Panuccio’s lack of any meaningful, relevant subject-matter expertise suggests she was nominated not to protect civil rights but to serve as a rubber stamp for the Trump administration’s agenda. Congress specifically designed the EEOC to be a bipartisan, multi-member agency, and attempted to protect it from being captured by the executive.vii Its independence from the executive is a key feature of the agency, such that workers can rely on an EEOC that is fair and independent and not beholden to political whims that favor the powerful at the expense of everyday workers. However, Trump has politicized the EEOC and undermined its independence by lawlessly firing two Democratic commissioners before the end of their terms. As a result of these firings, the confirmation of Panuccio would give the EEOC the power to fully implement the Trump administration’s anti-worker, anti-civil rights agenda.
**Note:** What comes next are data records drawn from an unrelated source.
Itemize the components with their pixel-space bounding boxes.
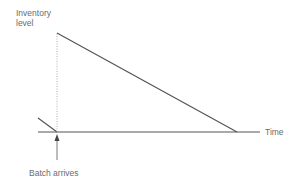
batch-arrival-arrow-icon xyxy=(55,134,60,160)
depletion-line xyxy=(57,33,237,132)
y-axis-label: Inventory level xyxy=(16,8,51,28)
y-axis-label-line2: level xyxy=(16,18,51,28)
prior-depletion-segment xyxy=(38,118,57,132)
y-axis-label-line1: Inventory xyxy=(16,8,51,18)
inventory-diagram xyxy=(0,0,308,187)
x-axis-label: Time xyxy=(265,127,284,137)
batch-arrives-label: Batch arrives xyxy=(29,168,79,178)
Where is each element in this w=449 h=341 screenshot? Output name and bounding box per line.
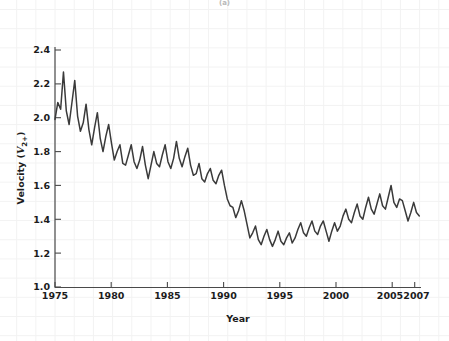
svg-text:Velocity (V2+): Velocity (V2+) [15, 132, 29, 205]
x-tick-label-2007: 2007 [403, 290, 429, 301]
y-tick-label-2.2: 2.2 [33, 78, 50, 89]
y-tick-label-2.0: 2.0 [33, 112, 50, 123]
x-tick-label-2000: 2000 [323, 290, 350, 301]
x-tick-label-1980: 1980 [98, 290, 125, 301]
y-tick-group [55, 50, 61, 287]
x-tick-group [55, 282, 415, 288]
y-axis-title-subscript: 2+ [21, 136, 29, 147]
x-tick-label-1990: 1990 [210, 290, 237, 301]
panel-label: (a) [0, 0, 449, 6]
y-tick-label-1.4: 1.4 [33, 214, 50, 225]
y-axis-title: Velocity (V2+) [15, 132, 29, 205]
y-tick-labels: 2.4 2.2 2.0 1.8 1.6 1.4 1.2 1.0 [33, 44, 50, 292]
x-tick-label-1975: 1975 [42, 290, 68, 301]
x-tick-label-2005: 2005 [377, 290, 403, 301]
velocity-time-series-chart: 2.4 2.2 2.0 1.8 1.6 1.4 1.2 1.0 1975 198… [0, 0, 449, 341]
figure-container: (a) 2.4 2.2 2.0 1.8 1.6 1.4 [0, 0, 449, 341]
axes-group [55, 47, 421, 288]
velocity-series-line [55, 72, 419, 246]
y-tick-label-1.2: 1.2 [33, 248, 50, 259]
y-tick-label-1.6: 1.6 [33, 180, 50, 191]
x-axis-title: Year [225, 313, 250, 324]
x-tick-labels: 1975 1980 1985 1990 1995 2000 2005 2007 [42, 290, 430, 301]
y-tick-label-1.8: 1.8 [33, 146, 50, 157]
x-tick-label-1985: 1985 [154, 290, 180, 301]
y-axis-title-main: Velocity ( [15, 154, 26, 204]
y-axis-title-close: ) [15, 132, 26, 136]
y-tick-label-2.4: 2.4 [33, 44, 50, 55]
x-tick-label-1995: 1995 [267, 290, 293, 301]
We cannot afford to play political games with an agency that is central to the rights of workers across the country and their ability to support themselves and their families.
Workers count on the EEOC to uphold civil rights in the workplace, and they deserve leadership with demonstrated experience in, and commitment to, workplace anti-discrimination law. As leaders in the fight for workplace civil rights, we strongly oppose the confirmation of Brittany Panuccio to serve as EEOC commissioner and urge the Committee to reject her nomination. If you have any questions, please contact Katie Sandson at the National Women’s Law Center Action Fund ([email protected]), Josh Boxerman at the National Employment Law Project ([email protected]), Peggy Ramin at The Leadership Conference on Civil and Human Rights ([email protected]), and Michelle Feit at the National Partnership for Women & Families ([email protected]).